Once again the world is searching its conscience while images of starving and dying people - many of them children - fill our newspapers and TV screens.
How can we not be deeply moved by those images? At a time of the year when we set new goals for ourselves and pledge to renew our energies in seeking good, we're confronted again with the inequities of life.In an endeavor aptly titled "Operation Hope," the world's nations are trying to bring some semblance of order to one corner of Africa. But the size of the effort needed in just that one country of Somalia is evidence that these situations are neither easy nor readily resolved, nor are the issues as clear as we would hope. The world can concentrate its energy and, yes, its wealth for a short period on one place, but what of all the others?
What of the boat people, risking their lives in makeshift vessels? Or the appalling ethnic cleansing under way in portions of Europe? Or the blood feuds, fueled by centuries of mistrust and bigotry? Or the pillaging brought on by religious intolerance?
In simpler times we were not as intimate with the world's tragedies. Today, the harrowing scenes are transmitted by space-age technology to every portion of the planet, instantaneously.
As the scenes unfold we learn the obvious lesson that the road of hatred and envy is one of desolation. We see firsthand the cruel result of bigotry and the awful legacy of greed and unprincipled power. And our frustration grows.
Evil, we realize, will always be with us. Bigotry and wanton disregard for others is older than civilization. We are brought once again to the inescapable conclusion that the only true change that can take place in the world must first come from within. Righteousness cannot be imposed, a lesson learned in our premortal life by Satan's legions. Rather, goodness must come from the individual efforts of each of us.
This is the area where our belief in the gospel guides us. As Elder James E. Talmage said, "Religion without morality, professions of godliness without charity, church-membership without adequate responsibility as to individual conduct in daily life, are but as sounding brass and tinkling cymbals - noise without music, the words without the spirit of prayer." (The Articles of Faith, p. 429.)
What does the ethical person and the Christian society do when faced with the ascension of evil? The answer is, we do what we can. The gospel's message is one of individual responsibility. We must believe that what we do matters - that we can make a difference, not only in our own lives, but in the lives of those around us.
Edward Everett Hale penned an often-quoted credo that bears remembering:
I am only one,
But still I am one.
I cannot do everything,
But still I can do something;
And because I cannot do everything
I will not refuse to do the something that I can do.
For the Lend-a-Hand Society.
One hundred sixty-one years ago, when the world's parameters were much narrower than ours today, the Lord instructed Joseph Smith, "And remember in all things the poor and the needy, the sick and the afflicted, for he that doeth not these things, the same is not my disciple." (D&C 52:40.) The times may have changed but the message is the same, repeated by succeeding prophets.
In our day, President Ezra Taft Benson reminded the Church: "The Lord Jesus Christ liberated man from the world by the pure gospel of love. He demonstrated that man, through the love of God and through kindness and charity to his fellows, could achieve his highest potential. He lived
the plain and sure doctrine of service,
of doing good to all men - friends and enemies alike." (Teachings of Ezra Taft Benson, p. 275.)
We don't need images from afar to remind us that we have problems close at home to resolve, people within our own neighborhood who are in need of our assistance.
That our neighborhood in this technological age is expanding complicates our responsibility, but does not diminish it.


» Prompt: Retrieve each line that contains the word "accidents" from the entries below.

[Figure content listings]
+ + + + + + +
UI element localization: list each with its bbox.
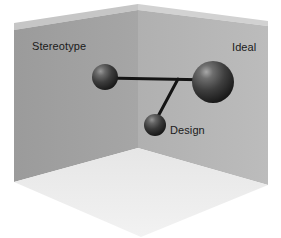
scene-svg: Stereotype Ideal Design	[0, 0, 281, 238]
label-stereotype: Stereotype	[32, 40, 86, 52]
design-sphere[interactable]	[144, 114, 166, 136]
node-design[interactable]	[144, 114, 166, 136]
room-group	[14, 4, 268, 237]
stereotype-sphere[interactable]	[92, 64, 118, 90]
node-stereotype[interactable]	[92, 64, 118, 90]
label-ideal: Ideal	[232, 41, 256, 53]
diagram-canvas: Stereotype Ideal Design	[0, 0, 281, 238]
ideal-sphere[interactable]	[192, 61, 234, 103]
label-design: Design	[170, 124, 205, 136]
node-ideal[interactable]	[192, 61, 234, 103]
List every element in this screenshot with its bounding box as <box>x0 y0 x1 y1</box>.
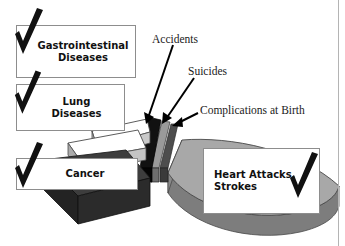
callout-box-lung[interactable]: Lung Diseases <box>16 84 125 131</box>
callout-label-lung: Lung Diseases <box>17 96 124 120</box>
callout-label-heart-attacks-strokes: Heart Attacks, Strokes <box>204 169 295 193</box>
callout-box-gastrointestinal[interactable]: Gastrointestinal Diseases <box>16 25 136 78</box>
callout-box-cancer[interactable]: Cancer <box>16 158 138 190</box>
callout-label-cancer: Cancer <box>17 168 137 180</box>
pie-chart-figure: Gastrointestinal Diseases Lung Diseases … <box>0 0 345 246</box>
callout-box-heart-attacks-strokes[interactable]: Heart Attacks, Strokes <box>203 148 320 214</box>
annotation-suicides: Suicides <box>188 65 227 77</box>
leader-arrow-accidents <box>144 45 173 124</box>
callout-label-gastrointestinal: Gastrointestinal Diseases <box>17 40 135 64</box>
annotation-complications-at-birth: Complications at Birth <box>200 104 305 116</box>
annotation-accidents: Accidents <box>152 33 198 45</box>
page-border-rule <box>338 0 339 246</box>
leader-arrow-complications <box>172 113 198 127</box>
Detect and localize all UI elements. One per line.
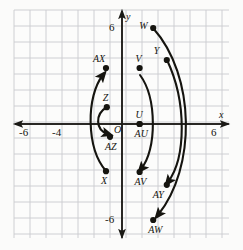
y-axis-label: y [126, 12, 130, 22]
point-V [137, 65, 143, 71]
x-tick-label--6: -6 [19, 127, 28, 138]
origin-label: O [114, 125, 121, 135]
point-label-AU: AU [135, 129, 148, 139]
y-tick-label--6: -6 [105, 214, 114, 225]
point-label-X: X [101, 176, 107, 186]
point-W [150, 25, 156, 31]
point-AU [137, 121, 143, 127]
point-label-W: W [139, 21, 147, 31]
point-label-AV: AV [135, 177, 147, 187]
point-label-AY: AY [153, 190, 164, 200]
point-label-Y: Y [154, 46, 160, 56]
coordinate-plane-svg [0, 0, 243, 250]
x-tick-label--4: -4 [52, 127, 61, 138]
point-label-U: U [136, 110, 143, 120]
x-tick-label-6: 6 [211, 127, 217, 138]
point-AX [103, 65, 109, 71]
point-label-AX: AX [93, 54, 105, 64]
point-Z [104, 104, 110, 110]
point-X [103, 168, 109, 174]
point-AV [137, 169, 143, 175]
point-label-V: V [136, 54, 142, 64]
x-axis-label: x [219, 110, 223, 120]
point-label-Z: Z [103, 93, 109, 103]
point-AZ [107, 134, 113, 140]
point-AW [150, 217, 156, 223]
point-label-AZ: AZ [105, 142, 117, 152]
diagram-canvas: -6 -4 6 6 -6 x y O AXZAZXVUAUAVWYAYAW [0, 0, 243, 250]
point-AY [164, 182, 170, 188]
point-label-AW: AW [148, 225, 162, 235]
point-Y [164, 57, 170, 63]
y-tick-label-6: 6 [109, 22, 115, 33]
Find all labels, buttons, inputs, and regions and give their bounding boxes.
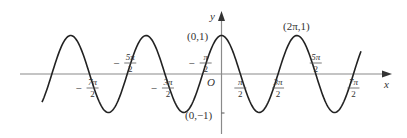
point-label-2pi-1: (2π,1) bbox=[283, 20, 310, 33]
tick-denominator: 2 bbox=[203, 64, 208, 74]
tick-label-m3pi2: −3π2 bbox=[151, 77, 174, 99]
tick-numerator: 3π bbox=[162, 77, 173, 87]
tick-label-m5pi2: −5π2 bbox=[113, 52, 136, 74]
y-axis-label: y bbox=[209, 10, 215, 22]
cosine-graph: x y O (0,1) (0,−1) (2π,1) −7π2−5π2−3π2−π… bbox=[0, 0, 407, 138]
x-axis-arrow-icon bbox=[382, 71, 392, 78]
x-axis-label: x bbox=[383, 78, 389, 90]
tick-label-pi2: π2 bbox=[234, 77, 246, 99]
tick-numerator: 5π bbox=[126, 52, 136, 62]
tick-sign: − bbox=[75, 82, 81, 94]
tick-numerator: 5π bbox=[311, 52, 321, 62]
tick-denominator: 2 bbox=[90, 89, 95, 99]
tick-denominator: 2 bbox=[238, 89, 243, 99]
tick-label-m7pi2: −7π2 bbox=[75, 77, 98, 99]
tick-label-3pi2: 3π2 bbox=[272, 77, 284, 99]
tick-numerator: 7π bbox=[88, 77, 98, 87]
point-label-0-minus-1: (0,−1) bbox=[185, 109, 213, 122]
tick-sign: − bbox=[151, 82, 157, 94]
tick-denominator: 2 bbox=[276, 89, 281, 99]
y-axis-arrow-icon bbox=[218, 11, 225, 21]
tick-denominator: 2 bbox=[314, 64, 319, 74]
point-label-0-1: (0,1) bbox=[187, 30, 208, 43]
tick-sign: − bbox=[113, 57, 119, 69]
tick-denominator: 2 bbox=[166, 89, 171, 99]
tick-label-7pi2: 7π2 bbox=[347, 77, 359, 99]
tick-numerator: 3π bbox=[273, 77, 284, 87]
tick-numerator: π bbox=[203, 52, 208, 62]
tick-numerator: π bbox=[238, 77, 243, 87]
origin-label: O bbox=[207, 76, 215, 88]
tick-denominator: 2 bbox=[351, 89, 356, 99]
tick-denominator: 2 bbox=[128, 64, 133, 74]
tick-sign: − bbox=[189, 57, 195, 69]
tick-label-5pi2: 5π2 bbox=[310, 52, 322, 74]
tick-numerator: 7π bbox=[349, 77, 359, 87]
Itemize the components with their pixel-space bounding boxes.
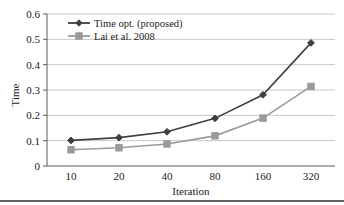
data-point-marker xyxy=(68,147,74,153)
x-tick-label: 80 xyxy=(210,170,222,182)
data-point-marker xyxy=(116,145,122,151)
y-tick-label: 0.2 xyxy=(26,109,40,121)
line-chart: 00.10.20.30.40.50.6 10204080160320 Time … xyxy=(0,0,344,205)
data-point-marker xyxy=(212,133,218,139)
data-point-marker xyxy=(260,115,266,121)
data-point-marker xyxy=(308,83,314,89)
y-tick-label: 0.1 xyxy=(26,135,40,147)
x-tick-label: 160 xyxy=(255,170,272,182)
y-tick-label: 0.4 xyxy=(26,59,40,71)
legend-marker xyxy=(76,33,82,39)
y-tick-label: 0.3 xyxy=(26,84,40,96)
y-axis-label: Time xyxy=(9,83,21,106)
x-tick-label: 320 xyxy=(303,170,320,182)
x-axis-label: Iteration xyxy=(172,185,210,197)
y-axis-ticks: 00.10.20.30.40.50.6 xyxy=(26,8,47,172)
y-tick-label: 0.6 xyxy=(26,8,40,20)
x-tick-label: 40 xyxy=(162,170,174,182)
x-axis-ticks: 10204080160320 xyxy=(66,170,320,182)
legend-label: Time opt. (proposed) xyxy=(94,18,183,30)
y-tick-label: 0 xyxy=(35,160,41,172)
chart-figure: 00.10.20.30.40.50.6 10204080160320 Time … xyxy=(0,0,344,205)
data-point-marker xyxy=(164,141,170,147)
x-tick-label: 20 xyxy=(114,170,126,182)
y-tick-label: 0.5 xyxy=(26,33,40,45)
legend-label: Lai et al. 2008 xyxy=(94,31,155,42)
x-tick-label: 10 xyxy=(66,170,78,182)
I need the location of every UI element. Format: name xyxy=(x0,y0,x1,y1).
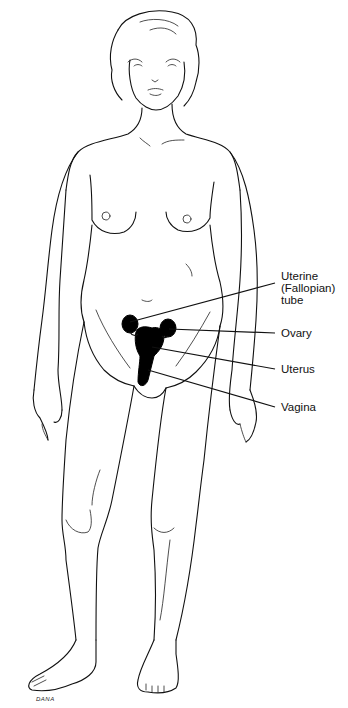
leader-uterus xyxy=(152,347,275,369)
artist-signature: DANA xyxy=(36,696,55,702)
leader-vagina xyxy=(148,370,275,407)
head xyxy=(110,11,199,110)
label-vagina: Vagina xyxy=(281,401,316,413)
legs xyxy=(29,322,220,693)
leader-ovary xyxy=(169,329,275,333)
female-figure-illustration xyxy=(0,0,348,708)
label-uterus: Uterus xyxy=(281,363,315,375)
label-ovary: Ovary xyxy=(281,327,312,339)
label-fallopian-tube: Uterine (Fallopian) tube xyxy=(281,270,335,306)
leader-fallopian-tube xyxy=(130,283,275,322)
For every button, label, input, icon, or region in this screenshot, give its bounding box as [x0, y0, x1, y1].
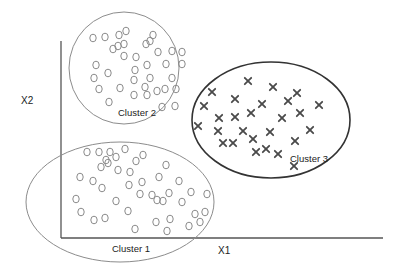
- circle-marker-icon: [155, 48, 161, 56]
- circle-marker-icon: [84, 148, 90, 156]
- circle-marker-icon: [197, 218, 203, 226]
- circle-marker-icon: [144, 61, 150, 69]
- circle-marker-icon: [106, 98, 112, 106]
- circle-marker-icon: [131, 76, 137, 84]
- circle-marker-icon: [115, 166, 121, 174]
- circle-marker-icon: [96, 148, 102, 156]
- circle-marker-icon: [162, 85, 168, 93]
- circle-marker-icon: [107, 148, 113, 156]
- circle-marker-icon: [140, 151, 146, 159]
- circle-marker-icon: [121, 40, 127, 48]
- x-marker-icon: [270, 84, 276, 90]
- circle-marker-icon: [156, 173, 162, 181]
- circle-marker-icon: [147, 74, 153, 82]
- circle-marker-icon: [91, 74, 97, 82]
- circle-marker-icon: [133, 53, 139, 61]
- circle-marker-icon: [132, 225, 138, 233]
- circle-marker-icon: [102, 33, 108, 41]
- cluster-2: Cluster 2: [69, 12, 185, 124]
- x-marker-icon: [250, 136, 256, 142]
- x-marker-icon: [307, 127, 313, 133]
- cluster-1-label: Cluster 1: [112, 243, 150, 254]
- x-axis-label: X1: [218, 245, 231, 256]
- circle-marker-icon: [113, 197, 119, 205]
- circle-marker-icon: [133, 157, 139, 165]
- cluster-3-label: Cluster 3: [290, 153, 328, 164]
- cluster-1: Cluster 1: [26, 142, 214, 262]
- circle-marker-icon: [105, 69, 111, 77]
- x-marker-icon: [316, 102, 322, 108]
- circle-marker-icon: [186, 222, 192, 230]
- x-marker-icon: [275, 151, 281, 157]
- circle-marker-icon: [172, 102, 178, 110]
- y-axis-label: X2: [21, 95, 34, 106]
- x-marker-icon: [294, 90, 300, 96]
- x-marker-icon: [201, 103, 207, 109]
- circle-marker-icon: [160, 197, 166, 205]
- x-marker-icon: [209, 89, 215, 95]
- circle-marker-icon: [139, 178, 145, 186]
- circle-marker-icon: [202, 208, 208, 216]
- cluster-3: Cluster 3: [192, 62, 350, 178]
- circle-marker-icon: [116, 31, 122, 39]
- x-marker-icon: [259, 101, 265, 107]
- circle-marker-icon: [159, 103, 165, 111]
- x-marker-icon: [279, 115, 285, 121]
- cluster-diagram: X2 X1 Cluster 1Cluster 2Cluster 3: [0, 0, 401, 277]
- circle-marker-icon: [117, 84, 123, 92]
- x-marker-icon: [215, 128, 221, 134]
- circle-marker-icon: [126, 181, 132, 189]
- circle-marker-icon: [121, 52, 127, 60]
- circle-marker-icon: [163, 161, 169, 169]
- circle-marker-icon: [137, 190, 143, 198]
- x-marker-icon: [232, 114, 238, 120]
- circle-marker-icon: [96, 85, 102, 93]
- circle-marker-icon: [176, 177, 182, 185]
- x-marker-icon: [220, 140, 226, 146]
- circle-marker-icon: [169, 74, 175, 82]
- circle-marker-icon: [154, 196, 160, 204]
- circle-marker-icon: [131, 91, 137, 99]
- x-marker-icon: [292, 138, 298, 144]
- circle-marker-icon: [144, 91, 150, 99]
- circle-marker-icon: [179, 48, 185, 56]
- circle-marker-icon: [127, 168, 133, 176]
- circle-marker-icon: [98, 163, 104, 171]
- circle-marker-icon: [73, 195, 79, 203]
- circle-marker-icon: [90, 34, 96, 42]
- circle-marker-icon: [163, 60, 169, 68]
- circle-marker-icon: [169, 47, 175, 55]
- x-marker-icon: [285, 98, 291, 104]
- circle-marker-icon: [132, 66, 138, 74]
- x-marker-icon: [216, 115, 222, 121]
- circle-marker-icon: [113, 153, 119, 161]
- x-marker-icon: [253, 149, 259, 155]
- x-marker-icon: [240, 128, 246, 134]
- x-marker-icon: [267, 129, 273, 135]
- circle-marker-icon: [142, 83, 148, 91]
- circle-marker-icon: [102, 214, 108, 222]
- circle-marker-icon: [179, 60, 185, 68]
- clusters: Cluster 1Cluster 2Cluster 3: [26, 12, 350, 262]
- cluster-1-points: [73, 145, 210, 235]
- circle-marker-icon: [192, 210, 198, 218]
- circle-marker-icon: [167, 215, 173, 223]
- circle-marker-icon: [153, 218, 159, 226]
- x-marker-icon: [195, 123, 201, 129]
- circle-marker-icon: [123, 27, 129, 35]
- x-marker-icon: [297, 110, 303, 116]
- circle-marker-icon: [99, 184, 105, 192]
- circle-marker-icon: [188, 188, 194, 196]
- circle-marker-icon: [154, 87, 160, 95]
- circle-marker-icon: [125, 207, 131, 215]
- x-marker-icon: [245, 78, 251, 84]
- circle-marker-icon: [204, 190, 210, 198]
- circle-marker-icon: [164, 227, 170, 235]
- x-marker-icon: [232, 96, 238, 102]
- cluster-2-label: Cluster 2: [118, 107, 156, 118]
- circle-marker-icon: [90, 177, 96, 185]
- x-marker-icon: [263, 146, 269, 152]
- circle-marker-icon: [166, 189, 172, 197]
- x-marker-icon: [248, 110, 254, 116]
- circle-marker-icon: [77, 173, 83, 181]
+ + + + + + +
» Exercise solution:
leader-arrow-accidents <box>144 45 173 124</box>
annotation-accidents: Accidents <box>152 33 198 45</box>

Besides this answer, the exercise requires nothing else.